Sitting down to write this months Folk Tales Corner I found myself searching for a subject, then I remembered that I had rather been handed a baton by Country File (not the BBC programme but the short seasonal wildlife column in the local magazine where Folk Tales Corner starts it’s life) with the reference to The Elder Mother in a piece about fire wood. I think they had in mind that I would trot out the story, make a comment on it, job done! As usual it turns out to be much more complicated than that.
Western society is built fairly strongly on a medieval foundation and tends to see things in a very binary way. There is yes and no, good and bad, my way or the highway. Folklore, especially that which has been around for some time, often steps in to greyer areas, and there is little more ambiguous than the lore surrounding the Elder: She is a witch tree but her twigs will protect you from fairies; if you burn her wood it will bring death to your house but the medicines made from her can bring you back from the brink of death; an elder tree in the garden will keep you safe but having them all round the house will finish you off, though you should never cut one down or it will result in misery, misfortune and shrub related retribution.
The medicinal properties are in fact real. The list of medical preparations that can be made from her bark, leaves, flowers, fruit, pith and roots would easily fill several pages on their own and include diuretics, astringents, febrifuges, purgatives, expectorants, laxatives, pain relievers and sleep inducers. Most of the lore surrounding the Elder is probably a result, one way or another, of it being a veritable hedgerow chemical factory. The leaves for instance could be used to keep rats, mice and flies away as they do not like the smell. This is clearly where it got its status as a protector against fairies, the side benefits of being free from actual small pests getting attributed to being free from diminutive mythological beings.
With an entire shop full of medicines being available from one tree, the Elder would have been a regular stop for any herbalists or healers. Few trees are as blatant with their fertility as the Elder. Her white blossom and red berries obscuring her green leaves in turn. It is easy to see how such a bountiful bush would be protected by warnings of the danger and loss that would follow any careless damage: sooner or later you would suffer for your sloppiness when the remedy for your malady was no longer available. The Elder Mother then, was a giver of great gifts who should be respected and, like any mother, could bring comfort or comeuppance.
As the medieval Church defamed all knowledge that was not under it’s direct control traditional medicine became decried as witchcraft, and the Elder went from generous goddess to woodland witch, field pharmacy to tree of terror. It was an easy fit because the Elder Mother, like many pagan goddesses, already had a dark side. It is true that elder wood does not burn well, it spits, smokes and gives little flame, then smoulders in the grate. In doing so it releases many of the toxins from which it’s medicines are made. As the fire loses it’s heat it is more likely that the noxious gasses from the fuel will creep in to the room instead of exiting through the chimney, subjecting the occupants to a strong soporific which would prevent them from awakening while they breath in a cocktail of deadly vapours. If you bring death to the giver of life then you can expect to reap her revenge!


Problem to work on:
The full set of lines below has to be duplicated exactly, with no picture kept.

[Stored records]
....

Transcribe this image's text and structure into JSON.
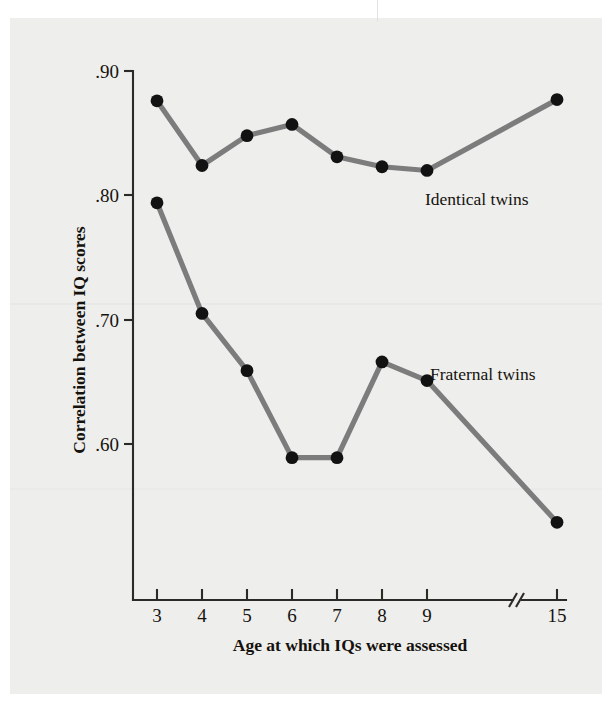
{
  "figure": {
    "background_color": "#eeeeec",
    "ink_color": "#2c2a27",
    "line_color": "#7c7c7c",
    "point_color": "#121212"
  },
  "chart_data": {
    "type": "line",
    "title": "",
    "xlabel": "Age at which IQs were assessed",
    "ylabel": "Correlation between IQ scores",
    "x": [
      3,
      4,
      5,
      6,
      7,
      8,
      9,
      15
    ],
    "x_tick_labels": [
      "3",
      "4",
      "5",
      "6",
      "7",
      "8",
      "9",
      "15"
    ],
    "y_tick_labels": [
      ".90",
      ".80",
      ".70",
      ".60"
    ],
    "y_tick_values": [
      0.9,
      0.8,
      0.7,
      0.6
    ],
    "ylim": [
      0.52,
      0.905
    ],
    "grid": false,
    "legend_position": "inline-annotation",
    "axis_break": {
      "between": [
        9,
        15
      ],
      "style": "double-slash"
    },
    "series": [
      {
        "name": "Identical twins",
        "label": "Identical twins",
        "values": [
          0.876,
          0.824,
          0.848,
          0.857,
          0.831,
          0.823,
          0.82,
          0.877
        ]
      },
      {
        "name": "Fraternal twins",
        "label": "Fraternal twins",
        "values": [
          0.794,
          0.705,
          0.659,
          0.589,
          0.589,
          0.666,
          0.651,
          0.537
        ]
      }
    ],
    "annotations": [
      {
        "text": "Identical twins",
        "x": 9,
        "y": 0.79
      },
      {
        "text": "Fraternal twins",
        "x": 9,
        "y": 0.665
      }
    ]
  }
}
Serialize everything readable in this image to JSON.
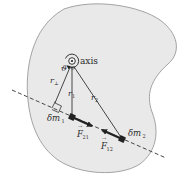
{
  "diagram": {
    "colors": {
      "body_fill": "#e9e9e9",
      "body_stroke": "#9a9a9a",
      "line": "#2f2f2f",
      "mass": "#222222",
      "text": "#2a2a2a"
    },
    "labels": {
      "axis": "axis",
      "angle": "ϑ",
      "r_perp": "r",
      "r_perp_sub": "⊥",
      "r1": "r",
      "r1_sub": "1",
      "r2": "r",
      "r2_sub": "2",
      "dm1": "δm",
      "dm1_sub": "1",
      "dm2": "δm",
      "dm2_sub": "2",
      "f21": "F",
      "f21_sub": "21",
      "f12": "F",
      "f12_sub": "12",
      "vector_arrow": "→"
    },
    "elements": {
      "axis_point": {
        "x": 72,
        "y": 61
      },
      "mass1": {
        "x": 72,
        "y": 117
      },
      "mass2": {
        "x": 122,
        "y": 139
      },
      "line_of_action": {
        "x1": 12,
        "y1": 90,
        "x2": 166,
        "y2": 158
      }
    }
  }
}
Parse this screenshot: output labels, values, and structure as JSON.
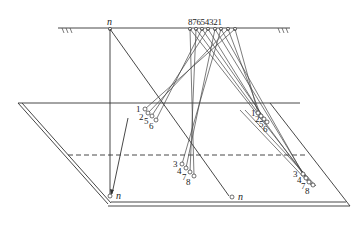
{
  "diagram": {
    "type": "perspective-projection-ray-diagram",
    "top_line_labels": {
      "n": "n",
      "numbers": "87654321"
    },
    "sources": [
      "8",
      "7",
      "6",
      "5",
      "4",
      "3",
      "2",
      "1"
    ],
    "cluster_upper_left": {
      "labels": [
        "1",
        "2",
        "5",
        "6"
      ]
    },
    "cluster_upper_right": {
      "labels": [
        "1",
        "2",
        "5",
        "6"
      ]
    },
    "cluster_lower_mid": {
      "labels": [
        "3",
        "4",
        "7",
        "8"
      ]
    },
    "cluster_lower_right": {
      "labels": [
        "3",
        "4",
        "7",
        "8"
      ]
    },
    "point_n_left": "n",
    "point_n_right": "n",
    "colors": {
      "line": "#333333",
      "background": "#ffffff"
    }
  }
}
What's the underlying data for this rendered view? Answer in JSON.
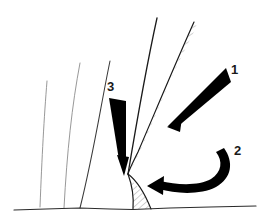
{
  "figure": {
    "background_color": "#ffffff",
    "width": 270,
    "height": 223,
    "labels": [
      {
        "id": "1",
        "text": "1",
        "x": 231,
        "y": 74
      },
      {
        "id": "2",
        "text": "2",
        "x": 234,
        "y": 155
      },
      {
        "id": "3",
        "text": "3",
        "x": 107,
        "y": 91
      }
    ],
    "arrows": [
      {
        "name": "arrow-1",
        "label": "1",
        "style": "straight-tapered-wedge",
        "color": "#000000",
        "tail_x": 227,
        "tail_y": 73,
        "tip_x": 170,
        "tip_y": 126,
        "direction": "down-left"
      },
      {
        "name": "arrow-2",
        "label": "2",
        "style": "curved-tapered-wedge",
        "color": "#000000",
        "tail_x": 228,
        "tail_y": 152,
        "tip_x": 148,
        "tip_y": 190,
        "direction": "left"
      },
      {
        "name": "arrow-3",
        "label": "3",
        "style": "straight-tapered-wedge",
        "color": "#000000",
        "tail_x": 108,
        "tail_y": 102,
        "tip_x": 124,
        "tip_y": 173,
        "direction": "down"
      }
    ],
    "curves": [
      {
        "name": "thin-curve-left-outer",
        "color": "#8c8c8c",
        "stroke_width": 0.9,
        "path": "M 47,81 C 44,118 42,156 40,207"
      },
      {
        "name": "thin-curve-left-inner",
        "color": "#8c8c8c",
        "stroke_width": 0.9,
        "path": "M 80,63 C 72,105 67,152 64,208"
      },
      {
        "name": "dark-curve-mid",
        "color": "#222222",
        "stroke_width": 1.1,
        "path": "M 110,61 C 101,104 94,152 80,208"
      },
      {
        "name": "dark-curve-main",
        "color": "#1a1a1a",
        "stroke_width": 1.3,
        "path": "M 157,18 C 146,68 136,126 128,174"
      },
      {
        "name": "dark-curve-fault-lower",
        "color": "#1a1a1a",
        "stroke_width": 1.2,
        "path": "M 128,174 C 133,186 134,197 133,209"
      },
      {
        "name": "dark-curve-right-limb",
        "color": "#1a1a1a",
        "stroke_width": 1.2,
        "path": "M 194,22 C 176,62 156,110 138,152 C 132,164 129,170 128,174"
      },
      {
        "name": "dark-curve-base-right",
        "color": "#1a1a1a",
        "stroke_width": 1.1,
        "path": "M 128,174 C 135,180 142,188 150,209"
      },
      {
        "name": "baseline",
        "color": "#2b2b2b",
        "stroke_width": 1.2,
        "path": "M 14,210 L 80,208 L 133,209 L 170,208 L 256,206"
      }
    ],
    "hatched_regions": [
      {
        "name": "hatched-band-upper",
        "hatch_color": "#9a9a9a",
        "path": "M 193,24 C 178,62 160,106 142,147 C 136,160 131,169 129,174 C 132,166 137,154 144,140 C 161,100 180,58 197,26 Z"
      },
      {
        "name": "hatched-wedge-base",
        "hatch_color": "#9a9a9a",
        "path": "M 131,180 C 133,190 134,200 133,209 L 152,209 C 146,196 138,186 131,180 Z"
      }
    ]
  }
}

....

Reply to the exercise:
Transcribe this image's text and structure into JSON.
{
  "figure": {
    "background_color": "#eeeeec",
    "ink_color": "#2c2a27",
    "line_color": "#7c7c7c",
    "point_color": "#121212"
  },
  "chart_data": {
    "type": "line",
    "title": "",
    "xlabel": "Age at which IQs were assessed",
    "ylabel": "Correlation between IQ scores",
    "x": [
      3,
      4,
      5,
      6,
      7,
      8,
      9,
      15
    ],
    "x_tick_labels": [
      "3",
      "4",
      "5",
      "6",
      "7",
      "8",
      "9",
      "15"
    ],
    "y_tick_labels": [
      ".90",
      ".80",
      ".70",
      ".60"
    ],
    "y_tick_values": [
      0.9,
      0.8,
      0.7,
      0.6
    ],
    "ylim": [
      0.52,
      0.905
    ],
    "grid": false,
    "legend_position": "inline-annotation",
    "axis_break": {
      "between": [
        9,
        15
      ],
      "style": "double-slash"
    },
    "series": [
      {
        "name": "Identical twins",
        "label": "Identical twins",
        "values": [
          0.876,
          0.824,
          0.848,
          0.857,
          0.831,
          0.823,
          0.82,
          0.877
        ]
      },
      {
        "name": "Fraternal twins",
        "label": "Fraternal twins",
        "values": [
          0.794,
          0.705,
          0.659,
          0.589,
          0.589,
          0.666,
          0.651,
          0.537
        ]
      }
    ],
    "annotations": [
      {
        "text": "Identical twins",
        "x": 9,
        "y": 0.79
      },
      {
        "text": "Fraternal twins",
        "x": 9,
        "y": 0.665
      }
    ]
  }
}
Serialize everything readable in this image to JSON.
{
  "diagram": {
    "colors": {
      "body_fill": "#e9e9e9",
      "body_stroke": "#9a9a9a",
      "line": "#2f2f2f",
      "mass": "#222222",
      "text": "#2a2a2a"
    },
    "labels": {
      "axis": "axis",
      "angle": "ϑ",
      "r_perp": "r",
      "r_perp_sub": "⊥",
      "r1": "r",
      "r1_sub": "1",
      "r2": "r",
      "r2_sub": "2",
      "dm1": "δm",
      "dm1_sub": "1",
      "dm2": "δm",
      "dm2_sub": "2",
      "f21": "F",
      "f21_sub": "21",
      "f12": "F",
      "f12_sub": "12",
      "vector_arrow": "→"
    },
    "elements": {
      "axis_point": {
        "x": 72,
        "y": 61
      },
      "mass1": {
        "x": 72,
        "y": 117
      },
      "mass2": {
        "x": 122,
        "y": 139
      },
      "line_of_action": {
        "x1": 12,
        "y1": 90,
        "x2": 166,
        "y2": 158
      }
    }
  }
}
Parse this screenshot: output labels, values, and structure as JSON.
{
  "diagram": {
    "type": "perspective-projection-ray-diagram",
    "top_line_labels": {
      "n": "n",
      "numbers": "87654321"
    },
    "sources": [
      "8",
      "7",
      "6",
      "5",
      "4",
      "3",
      "2",
      "1"
    ],
    "cluster_upper_left": {
      "labels": [
        "1",
        "2",
        "5",
        "6"
      ]
    },
    "cluster_upper_right": {
      "labels": [
        "1",
        "2",
        "5",
        "6"
      ]
    },
    "cluster_lower_mid": {
      "labels": [
        "3",
        "4",
        "7",
        "8"
      ]
    },
    "cluster_lower_right": {
      "labels": [
        "3",
        "4",
        "7",
        "8"
      ]
    },
    "point_n_left": "n",
    "point_n_right": "n",
    "colors": {
      "line": "#333333",
      "background": "#ffffff"
    }
  }
}
What's the underlying data for this rendered view? Answer in JSON.
{
  "figure": {
    "background_color": "#ffffff",
    "width": 270,
    "height": 223,
    "labels": [
      {
        "id": "1",
        "text": "1",
        "x": 231,
        "y": 74
      },
      {
        "id": "2",
        "text": "2",
        "x": 234,
        "y": 155
      },
      {
        "id": "3",
        "text": "3",
        "x": 107,
        "y": 91
      }
    ],
    "arrows": [
      {
        "name": "arrow-1",
        "label": "1",
        "style": "straight-tapered-wedge",
        "color": "#000000",
        "tail_x": 227,
        "tail_y": 73,
        "tip_x": 170,
        "tip_y": 126,
        "direction": "down-left"
      },
      {
        "name": "arrow-2",
        "label": "2",
        "style": "curved-tapered-wedge",
        "color": "#000000",
        "tail_x": 228,
        "tail_y": 152,
        "tip_x": 148,
        "tip_y": 190,
        "direction": "left"
      },
      {
        "name": "arrow-3",
        "label": "3",
        "style": "straight-tapered-wedge",
        "color": "#000000",
        "tail_x": 108,
        "tail_y": 102,
        "tip_x": 124,
        "tip_y": 173,
        "direction": "down"
      }
    ],
    "curves": [
      {
        "name": "thin-curve-left-outer",
        "color": "#8c8c8c",
        "stroke_width": 0.9,
        "path": "M 47,81 C 44,118 42,156 40,207"
      },
      {
        "name": "thin-curve-left-inner",
        "color": "#8c8c8c",
        "stroke_width": 0.9,
        "path": "M 80,63 C 72,105 67,152 64,208"
      },
      {
        "name": "dark-curve-mid",
        "color": "#222222",
        "stroke_width": 1.1,
        "path": "M 110,61 C 101,104 94,152 80,208"
      },
      {
        "name": "dark-curve-main",
        "color": "#1a1a1a",
        "stroke_width": 1.3,
        "path": "M 157,18 C 146,68 136,126 128,174"
      },
      {
        "name": "dark-curve-fault-lower",
        "color": "#1a1a1a",
        "stroke_width": 1.2,
        "path": "M 128,174 C 133,186 134,197 133,209"
      },
      {
        "name": "dark-curve-right-limb",
        "color": "#1a1a1a",
        "stroke_width": 1.2,
        "path": "M 194,22 C 176,62 156,110 138,152 C 132,164 129,170 128,174"
      },
      {
        "name": "dark-curve-base-right",
        "color": "#1a1a1a",
        "stroke_width": 1.1,
        "path": "M 128,174 C 135,180 142,188 150,209"
      },
      {
        "name": "baseline",
        "color": "#2b2b2b",
        "stroke_width": 1.2,
        "path": "M 14,210 L 80,208 L 133,209 L 170,208 L 256,206"
      }
    ],
    "hatched_regions": [
      {
        "name": "hatched-band-upper",
        "hatch_color": "#9a9a9a",
        "path": "M 193,24 C 178,62 160,106 142,147 C 136,160 131,169 129,174 C 132,166 137,154 144,140 C 161,100 180,58 197,26 Z"
      },
      {
        "name": "hatched-wedge-base",
        "hatch_color": "#9a9a9a",
        "path": "M 131,180 C 133,190 134,200 133,209 L 152,209 C 146,196 138,186 131,180 Z"
      }
    ]
  }
}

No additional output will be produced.